Those, behind the ‘Plan B,’ are “counting on the collapse of the Syrian peace talks, which would allow pumping more arms into Syria for the inappeasable opposition so that it could solve the task of removing the government militarily,” he said.
The Russia-US brokered ceasefire kicked off in Syria on February 27 and was supported by various armed opposition groups, but excluded terrorists from Islamic State and Al-Nusra Front.
Lavrov also refuted rumors of secret talks on the fate of President Assad, calling them another attempt to derail the peace process in Syria.
“The claims that there is some sort of a secret negotiation channel and that, moreover, in the framework of this secret channel someone promised to decide the fate of Assad outside the framework of the intra-Syrian talks ... are not true,” he said.
“It’s an attempt to disrupt the implementation of the UN Security Council resolutions, in which… it’s directly stated that only the Syrian people will determine the fate of Syria," the FM added.

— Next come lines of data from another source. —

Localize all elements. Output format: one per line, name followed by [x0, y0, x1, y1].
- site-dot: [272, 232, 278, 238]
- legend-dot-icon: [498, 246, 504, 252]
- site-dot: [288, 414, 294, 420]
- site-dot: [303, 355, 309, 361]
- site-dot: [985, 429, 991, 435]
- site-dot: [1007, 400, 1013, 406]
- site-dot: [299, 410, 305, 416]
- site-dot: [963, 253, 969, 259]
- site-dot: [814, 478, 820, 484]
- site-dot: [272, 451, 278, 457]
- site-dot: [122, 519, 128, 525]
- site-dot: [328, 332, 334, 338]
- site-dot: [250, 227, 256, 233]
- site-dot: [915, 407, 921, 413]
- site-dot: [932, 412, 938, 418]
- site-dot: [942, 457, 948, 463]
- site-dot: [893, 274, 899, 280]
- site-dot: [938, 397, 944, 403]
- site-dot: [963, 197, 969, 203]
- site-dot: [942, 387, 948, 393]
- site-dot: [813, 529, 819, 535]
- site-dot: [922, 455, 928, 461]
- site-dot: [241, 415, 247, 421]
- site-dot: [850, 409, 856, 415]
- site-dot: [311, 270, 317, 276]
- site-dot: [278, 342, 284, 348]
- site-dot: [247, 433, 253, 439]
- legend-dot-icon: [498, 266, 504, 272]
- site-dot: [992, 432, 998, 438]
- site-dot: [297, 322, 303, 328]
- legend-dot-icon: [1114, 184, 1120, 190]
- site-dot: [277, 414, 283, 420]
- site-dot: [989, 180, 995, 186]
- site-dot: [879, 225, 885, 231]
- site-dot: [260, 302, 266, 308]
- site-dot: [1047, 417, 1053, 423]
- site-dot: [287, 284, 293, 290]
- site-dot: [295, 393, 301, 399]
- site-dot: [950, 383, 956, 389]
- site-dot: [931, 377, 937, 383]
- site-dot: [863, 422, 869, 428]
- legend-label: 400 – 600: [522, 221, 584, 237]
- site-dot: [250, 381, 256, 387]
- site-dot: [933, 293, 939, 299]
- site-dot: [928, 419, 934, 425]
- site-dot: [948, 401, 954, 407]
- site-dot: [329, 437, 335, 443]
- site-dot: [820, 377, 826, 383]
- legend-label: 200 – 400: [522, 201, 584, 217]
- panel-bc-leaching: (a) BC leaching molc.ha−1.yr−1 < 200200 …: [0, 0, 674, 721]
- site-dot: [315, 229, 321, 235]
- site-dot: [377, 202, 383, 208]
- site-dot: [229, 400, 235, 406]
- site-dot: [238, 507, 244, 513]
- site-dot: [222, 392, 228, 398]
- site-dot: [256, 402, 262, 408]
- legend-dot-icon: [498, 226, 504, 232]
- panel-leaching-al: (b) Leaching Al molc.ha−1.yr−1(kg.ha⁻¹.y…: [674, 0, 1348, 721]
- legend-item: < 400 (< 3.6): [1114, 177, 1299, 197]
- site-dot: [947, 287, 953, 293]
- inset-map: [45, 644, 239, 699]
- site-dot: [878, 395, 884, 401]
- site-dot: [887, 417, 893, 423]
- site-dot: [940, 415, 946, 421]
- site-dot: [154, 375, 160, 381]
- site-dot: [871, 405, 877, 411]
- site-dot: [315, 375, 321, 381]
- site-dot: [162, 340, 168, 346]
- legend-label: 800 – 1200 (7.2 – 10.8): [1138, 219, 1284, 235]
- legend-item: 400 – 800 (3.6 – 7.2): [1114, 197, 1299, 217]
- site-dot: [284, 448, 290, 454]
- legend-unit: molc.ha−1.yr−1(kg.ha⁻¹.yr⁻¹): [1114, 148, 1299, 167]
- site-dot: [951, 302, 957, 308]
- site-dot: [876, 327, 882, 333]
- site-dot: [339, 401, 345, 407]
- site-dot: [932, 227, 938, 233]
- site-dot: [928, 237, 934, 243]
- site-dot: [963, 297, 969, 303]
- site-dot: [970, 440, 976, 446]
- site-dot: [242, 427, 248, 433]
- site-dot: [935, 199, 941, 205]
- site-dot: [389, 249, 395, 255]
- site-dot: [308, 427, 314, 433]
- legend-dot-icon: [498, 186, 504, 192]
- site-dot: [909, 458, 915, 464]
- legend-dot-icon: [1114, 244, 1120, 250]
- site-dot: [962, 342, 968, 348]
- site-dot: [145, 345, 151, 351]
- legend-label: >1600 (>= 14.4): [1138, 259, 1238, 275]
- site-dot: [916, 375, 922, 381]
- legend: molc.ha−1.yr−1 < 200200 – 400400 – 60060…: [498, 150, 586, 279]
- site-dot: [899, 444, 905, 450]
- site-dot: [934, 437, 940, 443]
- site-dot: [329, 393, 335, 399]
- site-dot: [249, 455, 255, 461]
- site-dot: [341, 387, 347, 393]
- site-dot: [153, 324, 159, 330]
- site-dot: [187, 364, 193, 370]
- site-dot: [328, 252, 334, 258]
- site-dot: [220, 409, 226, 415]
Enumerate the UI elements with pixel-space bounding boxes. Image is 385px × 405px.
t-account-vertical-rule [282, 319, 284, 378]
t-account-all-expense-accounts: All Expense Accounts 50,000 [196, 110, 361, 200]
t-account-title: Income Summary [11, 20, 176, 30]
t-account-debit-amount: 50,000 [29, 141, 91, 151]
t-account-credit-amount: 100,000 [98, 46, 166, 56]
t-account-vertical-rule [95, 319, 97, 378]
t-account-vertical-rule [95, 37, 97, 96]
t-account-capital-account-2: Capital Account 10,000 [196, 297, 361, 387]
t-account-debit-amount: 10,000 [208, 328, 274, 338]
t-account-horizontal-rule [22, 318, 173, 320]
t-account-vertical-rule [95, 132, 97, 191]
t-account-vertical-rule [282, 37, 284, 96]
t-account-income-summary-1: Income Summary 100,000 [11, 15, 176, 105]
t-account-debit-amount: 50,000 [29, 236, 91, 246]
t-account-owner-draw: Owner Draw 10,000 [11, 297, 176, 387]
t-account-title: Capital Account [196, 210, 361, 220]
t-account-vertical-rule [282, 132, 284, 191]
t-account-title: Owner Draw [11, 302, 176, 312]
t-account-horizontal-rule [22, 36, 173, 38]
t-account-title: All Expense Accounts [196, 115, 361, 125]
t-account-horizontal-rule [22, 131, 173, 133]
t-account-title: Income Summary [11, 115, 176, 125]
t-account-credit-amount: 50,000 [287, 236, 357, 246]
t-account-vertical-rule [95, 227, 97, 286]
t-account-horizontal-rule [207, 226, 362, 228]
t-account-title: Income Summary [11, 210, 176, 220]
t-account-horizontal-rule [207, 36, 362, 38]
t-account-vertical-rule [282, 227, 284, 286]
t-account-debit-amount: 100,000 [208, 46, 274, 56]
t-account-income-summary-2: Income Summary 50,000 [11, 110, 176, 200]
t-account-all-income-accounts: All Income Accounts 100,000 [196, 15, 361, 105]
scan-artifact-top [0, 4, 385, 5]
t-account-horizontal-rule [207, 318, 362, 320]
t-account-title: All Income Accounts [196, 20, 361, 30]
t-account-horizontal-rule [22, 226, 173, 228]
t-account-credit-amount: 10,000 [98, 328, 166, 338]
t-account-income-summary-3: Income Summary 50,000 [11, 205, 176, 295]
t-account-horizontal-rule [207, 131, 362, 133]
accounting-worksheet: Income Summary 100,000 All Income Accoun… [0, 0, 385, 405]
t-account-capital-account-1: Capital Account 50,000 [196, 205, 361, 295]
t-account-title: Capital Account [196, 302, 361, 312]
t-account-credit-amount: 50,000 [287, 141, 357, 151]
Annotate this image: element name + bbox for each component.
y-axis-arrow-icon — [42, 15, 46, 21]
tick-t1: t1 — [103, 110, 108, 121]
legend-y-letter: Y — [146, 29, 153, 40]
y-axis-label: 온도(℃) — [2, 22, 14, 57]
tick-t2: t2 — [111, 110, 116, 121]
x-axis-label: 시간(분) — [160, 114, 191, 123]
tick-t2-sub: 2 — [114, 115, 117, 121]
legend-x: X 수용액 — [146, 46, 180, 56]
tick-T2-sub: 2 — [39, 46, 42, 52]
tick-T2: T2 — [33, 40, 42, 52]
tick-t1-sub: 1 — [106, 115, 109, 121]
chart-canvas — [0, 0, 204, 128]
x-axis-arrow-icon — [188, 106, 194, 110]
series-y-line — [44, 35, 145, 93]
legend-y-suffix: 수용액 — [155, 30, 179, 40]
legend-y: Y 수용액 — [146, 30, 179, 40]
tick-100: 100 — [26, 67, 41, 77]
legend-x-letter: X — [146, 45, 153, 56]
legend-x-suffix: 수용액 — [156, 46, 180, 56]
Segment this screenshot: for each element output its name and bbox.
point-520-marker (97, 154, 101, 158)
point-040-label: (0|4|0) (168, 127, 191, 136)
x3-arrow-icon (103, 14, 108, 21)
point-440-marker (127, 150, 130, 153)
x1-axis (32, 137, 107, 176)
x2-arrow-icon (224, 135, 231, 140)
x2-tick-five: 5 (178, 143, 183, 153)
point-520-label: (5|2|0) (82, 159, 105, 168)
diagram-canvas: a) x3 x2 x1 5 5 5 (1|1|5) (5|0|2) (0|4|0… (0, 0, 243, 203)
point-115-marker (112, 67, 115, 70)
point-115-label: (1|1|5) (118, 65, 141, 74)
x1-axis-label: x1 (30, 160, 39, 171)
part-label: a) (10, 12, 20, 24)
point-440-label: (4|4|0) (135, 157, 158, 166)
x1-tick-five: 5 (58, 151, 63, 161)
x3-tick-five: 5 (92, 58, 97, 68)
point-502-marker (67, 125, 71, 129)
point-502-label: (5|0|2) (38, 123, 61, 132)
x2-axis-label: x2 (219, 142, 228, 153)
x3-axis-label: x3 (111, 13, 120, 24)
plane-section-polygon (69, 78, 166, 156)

The minister also criticized the European Union for not trying to suppress what he called Turkey’s aggressive ambitions towards Syria.
He noted that Ankara repeatedly proposed various ideas of handling the Syrian crisis, such as introducing no-fly zones or security zones, which were nothing but “attempts to cover up possible Turkish aggression.”
According to Lavrov, it is “very disturbing that the EU… doesn’t suppress such ambitions by Ankara and even tries to indulge it in a certain way.”